I think that New York is built a great deal on the nostalgia of the period that [one] just narrowly missed, and I think that's what attracts people to coming there—the mythic notion of what New York has been. I hesitate to say, "Oh, it used to be great, and now it's not good anymore," but I think that there's no question that it has become a city defined in part by how expensive it is, and expensive cities become less diverse and less interesting, because the interesting stuff tends to be the stuff around the margins.
Writer Susan Orlean makes the cliché migration from too expensive NYC to the greater creative spaces of LA. However, her restraint from shoveling dirt on the more legendary destination is well met. Her New York may be dead. But your New York, young writer, is busy being born right now. But you aren't moving there for what will be. You are moving there for yesterday, like Woody Allen's paean to the golden eras of Paris.
In this sense, migration is a lagging indicator. You go where you know. You go where the buzz is (was). The social human is risk averse. No one rolls the dice on a place that might, or might not, become.
For Rust Belt cities, this disposition is a burden. Yesterday's Pittsburgh lacks appeal. Furthermore, social media celebrates a Census release like a harbinger of things yet to be, but sure to happen. Yesterday's numbers portend tomorrow's boom town.
"[T]he interesting stuff tends to be the stuff around the margins." - Susan Orlean
Orlean's assertion is as true for geographers as it is for writers. Buried beneath the headlines of booms and busts, at the edges of the data dump, lurks hidden trends yet to entice the young and geographically fickle. The Rust Belt is dead. Long live Pittsburgh.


■ Task instructions: The number of lines in the records that include "Percent" is all you should give.

(Figure collection entries)
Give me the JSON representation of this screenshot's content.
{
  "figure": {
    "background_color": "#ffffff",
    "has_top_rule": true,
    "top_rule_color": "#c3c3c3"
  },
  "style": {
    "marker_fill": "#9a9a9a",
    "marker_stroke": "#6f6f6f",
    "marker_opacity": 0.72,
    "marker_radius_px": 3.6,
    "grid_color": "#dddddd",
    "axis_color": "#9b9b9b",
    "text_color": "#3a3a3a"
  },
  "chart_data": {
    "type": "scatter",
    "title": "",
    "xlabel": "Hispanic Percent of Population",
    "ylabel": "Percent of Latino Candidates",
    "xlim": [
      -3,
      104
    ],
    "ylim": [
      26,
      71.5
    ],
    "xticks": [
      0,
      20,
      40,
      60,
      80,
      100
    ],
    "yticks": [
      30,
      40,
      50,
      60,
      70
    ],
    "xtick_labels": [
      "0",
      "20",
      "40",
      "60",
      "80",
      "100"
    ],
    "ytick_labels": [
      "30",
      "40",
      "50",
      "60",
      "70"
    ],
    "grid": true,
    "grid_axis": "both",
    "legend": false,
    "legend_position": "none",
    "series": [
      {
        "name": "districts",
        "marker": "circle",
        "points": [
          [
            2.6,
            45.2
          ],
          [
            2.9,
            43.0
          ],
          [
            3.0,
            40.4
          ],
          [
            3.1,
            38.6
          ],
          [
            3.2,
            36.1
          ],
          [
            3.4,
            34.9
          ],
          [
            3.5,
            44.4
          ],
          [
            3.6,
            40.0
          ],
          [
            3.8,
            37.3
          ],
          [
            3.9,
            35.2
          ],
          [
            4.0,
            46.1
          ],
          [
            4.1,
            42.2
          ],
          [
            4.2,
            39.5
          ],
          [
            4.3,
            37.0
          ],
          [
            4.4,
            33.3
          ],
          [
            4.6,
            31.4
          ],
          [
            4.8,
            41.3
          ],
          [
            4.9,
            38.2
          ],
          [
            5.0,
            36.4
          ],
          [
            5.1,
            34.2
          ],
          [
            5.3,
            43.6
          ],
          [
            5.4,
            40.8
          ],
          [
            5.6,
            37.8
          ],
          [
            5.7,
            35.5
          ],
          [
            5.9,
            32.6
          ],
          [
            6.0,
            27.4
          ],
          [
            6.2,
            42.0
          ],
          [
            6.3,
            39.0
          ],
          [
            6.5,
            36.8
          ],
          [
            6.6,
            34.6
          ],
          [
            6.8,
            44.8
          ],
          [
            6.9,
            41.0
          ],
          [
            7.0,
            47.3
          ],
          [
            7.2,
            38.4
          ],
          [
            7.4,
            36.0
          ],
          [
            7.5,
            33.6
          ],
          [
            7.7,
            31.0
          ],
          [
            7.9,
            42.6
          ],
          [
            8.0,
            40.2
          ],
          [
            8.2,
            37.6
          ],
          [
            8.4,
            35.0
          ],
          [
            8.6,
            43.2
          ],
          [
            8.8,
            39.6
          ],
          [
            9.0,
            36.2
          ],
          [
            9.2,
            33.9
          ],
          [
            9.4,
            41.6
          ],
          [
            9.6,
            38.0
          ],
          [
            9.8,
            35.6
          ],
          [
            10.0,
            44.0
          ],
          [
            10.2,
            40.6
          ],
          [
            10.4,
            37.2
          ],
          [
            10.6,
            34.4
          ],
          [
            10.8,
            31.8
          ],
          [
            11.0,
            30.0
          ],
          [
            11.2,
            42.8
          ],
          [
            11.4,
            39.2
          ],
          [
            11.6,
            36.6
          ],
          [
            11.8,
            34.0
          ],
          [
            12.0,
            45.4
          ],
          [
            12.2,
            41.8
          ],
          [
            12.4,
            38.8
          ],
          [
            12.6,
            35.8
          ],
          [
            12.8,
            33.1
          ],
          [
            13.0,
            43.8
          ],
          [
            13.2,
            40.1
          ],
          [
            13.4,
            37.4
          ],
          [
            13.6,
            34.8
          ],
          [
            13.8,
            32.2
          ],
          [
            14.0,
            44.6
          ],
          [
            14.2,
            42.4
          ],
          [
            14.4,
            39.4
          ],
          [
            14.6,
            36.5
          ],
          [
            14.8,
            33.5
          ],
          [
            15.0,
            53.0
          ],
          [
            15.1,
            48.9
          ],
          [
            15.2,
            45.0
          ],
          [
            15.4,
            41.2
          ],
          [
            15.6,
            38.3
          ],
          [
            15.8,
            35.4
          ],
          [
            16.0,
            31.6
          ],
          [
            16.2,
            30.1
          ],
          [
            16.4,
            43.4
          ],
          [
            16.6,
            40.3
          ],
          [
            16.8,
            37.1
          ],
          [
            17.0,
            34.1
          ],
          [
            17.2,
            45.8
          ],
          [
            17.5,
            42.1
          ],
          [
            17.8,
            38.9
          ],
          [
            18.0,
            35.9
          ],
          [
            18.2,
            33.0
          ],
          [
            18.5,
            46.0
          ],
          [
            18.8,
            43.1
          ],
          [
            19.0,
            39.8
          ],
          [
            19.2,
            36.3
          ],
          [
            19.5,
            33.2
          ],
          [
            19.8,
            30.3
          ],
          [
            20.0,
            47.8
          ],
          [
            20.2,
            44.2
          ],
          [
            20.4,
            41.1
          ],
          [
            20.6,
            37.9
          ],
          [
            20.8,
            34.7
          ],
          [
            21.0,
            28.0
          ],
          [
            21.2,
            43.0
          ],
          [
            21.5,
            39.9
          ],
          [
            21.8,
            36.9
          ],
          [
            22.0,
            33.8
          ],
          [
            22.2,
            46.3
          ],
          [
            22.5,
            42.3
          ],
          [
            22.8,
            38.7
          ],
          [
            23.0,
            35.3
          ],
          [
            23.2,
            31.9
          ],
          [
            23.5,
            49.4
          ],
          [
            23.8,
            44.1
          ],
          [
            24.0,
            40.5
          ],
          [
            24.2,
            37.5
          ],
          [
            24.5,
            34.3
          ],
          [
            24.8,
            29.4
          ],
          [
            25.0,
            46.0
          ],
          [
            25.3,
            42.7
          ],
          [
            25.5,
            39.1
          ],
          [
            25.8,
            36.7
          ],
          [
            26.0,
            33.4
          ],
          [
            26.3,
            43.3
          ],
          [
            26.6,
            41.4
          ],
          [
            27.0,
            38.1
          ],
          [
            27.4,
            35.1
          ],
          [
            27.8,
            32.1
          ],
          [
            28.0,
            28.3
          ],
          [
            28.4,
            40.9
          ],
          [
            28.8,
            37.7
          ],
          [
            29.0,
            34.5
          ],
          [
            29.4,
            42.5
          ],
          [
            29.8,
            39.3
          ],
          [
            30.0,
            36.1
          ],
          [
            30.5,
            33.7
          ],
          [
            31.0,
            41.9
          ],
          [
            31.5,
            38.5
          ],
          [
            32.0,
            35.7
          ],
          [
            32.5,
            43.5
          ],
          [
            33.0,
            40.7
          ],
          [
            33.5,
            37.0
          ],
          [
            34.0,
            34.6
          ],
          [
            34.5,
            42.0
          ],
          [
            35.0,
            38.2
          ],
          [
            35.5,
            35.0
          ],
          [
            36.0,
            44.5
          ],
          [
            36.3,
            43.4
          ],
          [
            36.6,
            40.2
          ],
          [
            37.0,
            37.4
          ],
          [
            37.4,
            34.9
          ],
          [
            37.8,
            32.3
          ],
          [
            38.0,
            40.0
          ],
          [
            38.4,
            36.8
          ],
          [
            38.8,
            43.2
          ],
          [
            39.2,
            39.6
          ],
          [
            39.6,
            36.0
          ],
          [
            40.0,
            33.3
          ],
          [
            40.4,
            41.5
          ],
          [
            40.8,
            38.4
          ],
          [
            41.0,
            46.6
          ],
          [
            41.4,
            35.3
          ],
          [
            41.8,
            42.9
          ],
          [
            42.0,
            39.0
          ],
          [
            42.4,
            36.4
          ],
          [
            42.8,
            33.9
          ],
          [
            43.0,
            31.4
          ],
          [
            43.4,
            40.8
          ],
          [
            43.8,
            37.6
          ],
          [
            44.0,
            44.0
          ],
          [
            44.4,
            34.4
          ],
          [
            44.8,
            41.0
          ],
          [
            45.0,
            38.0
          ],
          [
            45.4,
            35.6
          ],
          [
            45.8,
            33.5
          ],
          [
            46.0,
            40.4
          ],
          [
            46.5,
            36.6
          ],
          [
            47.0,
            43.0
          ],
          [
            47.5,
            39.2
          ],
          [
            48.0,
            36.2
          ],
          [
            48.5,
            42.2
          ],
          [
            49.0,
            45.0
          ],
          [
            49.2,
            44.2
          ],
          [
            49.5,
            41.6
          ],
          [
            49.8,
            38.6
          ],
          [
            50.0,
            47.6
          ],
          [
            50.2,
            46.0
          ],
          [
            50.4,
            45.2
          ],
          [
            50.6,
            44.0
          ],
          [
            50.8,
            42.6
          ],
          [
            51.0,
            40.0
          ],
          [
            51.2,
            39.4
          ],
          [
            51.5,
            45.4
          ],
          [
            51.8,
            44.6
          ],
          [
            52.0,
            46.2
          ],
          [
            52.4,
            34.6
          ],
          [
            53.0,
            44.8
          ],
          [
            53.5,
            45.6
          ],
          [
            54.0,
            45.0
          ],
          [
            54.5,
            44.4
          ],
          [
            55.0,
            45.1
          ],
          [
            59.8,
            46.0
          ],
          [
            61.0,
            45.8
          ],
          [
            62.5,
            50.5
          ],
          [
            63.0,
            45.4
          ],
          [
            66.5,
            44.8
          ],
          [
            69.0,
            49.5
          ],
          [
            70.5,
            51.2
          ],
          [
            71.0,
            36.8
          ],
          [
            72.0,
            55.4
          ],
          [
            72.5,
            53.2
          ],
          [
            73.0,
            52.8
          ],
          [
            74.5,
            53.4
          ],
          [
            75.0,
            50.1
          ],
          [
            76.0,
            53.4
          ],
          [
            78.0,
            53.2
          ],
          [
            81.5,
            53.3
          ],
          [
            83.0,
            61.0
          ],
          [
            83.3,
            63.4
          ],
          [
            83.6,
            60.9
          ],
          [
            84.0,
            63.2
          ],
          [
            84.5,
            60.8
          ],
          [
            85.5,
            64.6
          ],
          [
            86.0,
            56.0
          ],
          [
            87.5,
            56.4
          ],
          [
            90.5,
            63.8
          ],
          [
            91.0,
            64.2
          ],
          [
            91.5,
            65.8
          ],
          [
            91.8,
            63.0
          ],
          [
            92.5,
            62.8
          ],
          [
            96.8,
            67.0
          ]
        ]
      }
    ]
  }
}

■ Task solution: 2